Dog training in Eyre
Wide regional South Australian landscape near the Iron Triangle
Regional SA

Iron Triangle

The Iron Triangle — Port Pirie, Port Augusta and Whyalla — is one of the densest regional dog populations in South Australia. Heart of the Pack is based 25 minutes south of Port Pirie at Crystal Brook and travels in-home across all three towns.

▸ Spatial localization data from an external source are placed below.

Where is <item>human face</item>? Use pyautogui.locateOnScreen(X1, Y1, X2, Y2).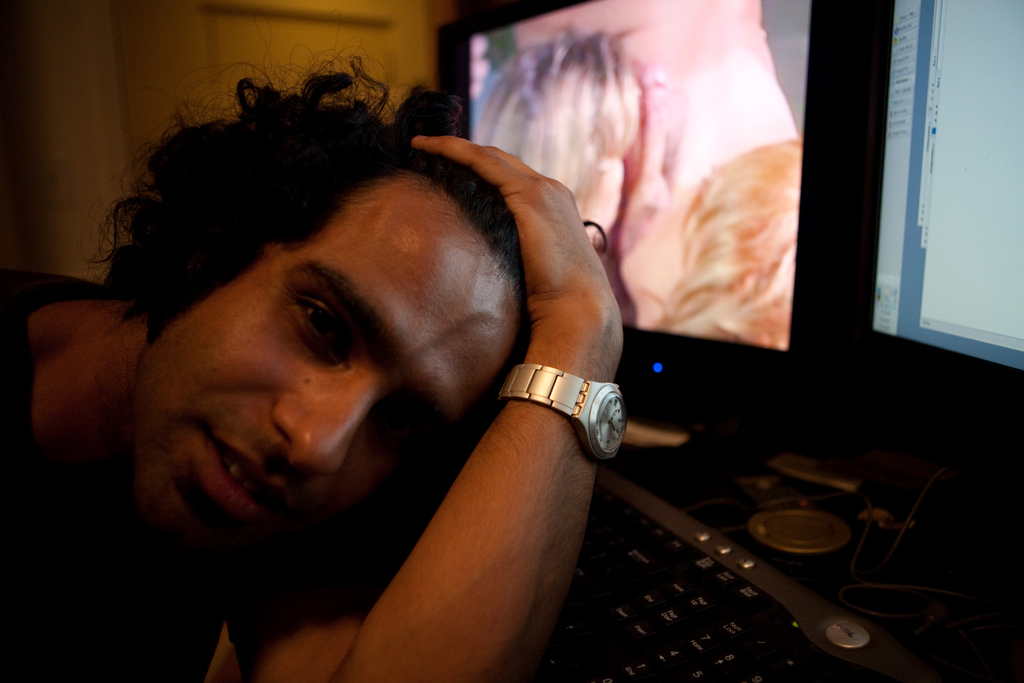
pyautogui.locateOnScreen(140, 183, 525, 588).
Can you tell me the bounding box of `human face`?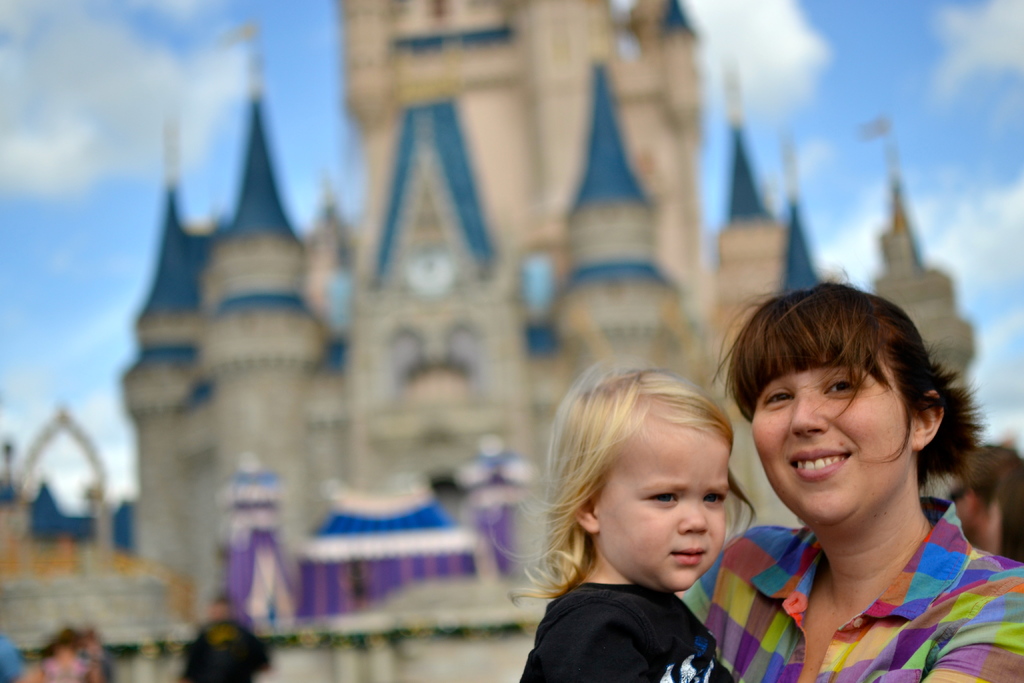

Dog training in Iron Triangle
Golden Mid North South Australian paddock at sunset with a lone tree
Regional SA

Mid North

The Mid North is home base. Crystal Brook sits squarely in the middle of it, and most of my in-home consults happen within an hour's drive from my front door — Jamestown, Peterborough, Burra, Gladstone, Snowtown, Laura, Wirrabara, Quorn.

Dog training in Mid North
Aerial view of Clare Valley vineyard rows curving through green hills
Regional SA

Clare Valley

Clare Valley wine-country dog life is its own thing. Tourists, dog-friendly cellar doors, dog-dense events, and a population mix of long-time locals and tree-changers from Adelaide. I work in-home across the Clare Valley from my Crystal Brook base — about 50 minutes south.

Dog training in Clare Valley
Red cliffs and blue water along the Ardrossan coastline of the Yorke Peninsula
Regional SA

Yorke Peninsula

The Yorke Peninsula is beach country — fishing trips, tourist holidays, working sheep properties, and family dogs that range from spoilt town dogs to long-line drivers on the harvest. From Crystal Brook the drive is about 90 minutes to the top of the peninsula and around 2 hours to Yorketown.

Dog training in Yorke

Barking Dog Training — frequently asked questions

Start here

Find out what is really going on with your dog — in 2 minutes.

The Free Dog Behaviour Test gives you (and Pauline) a clear starting point. No pressure, no spam, no obligation — just clarity.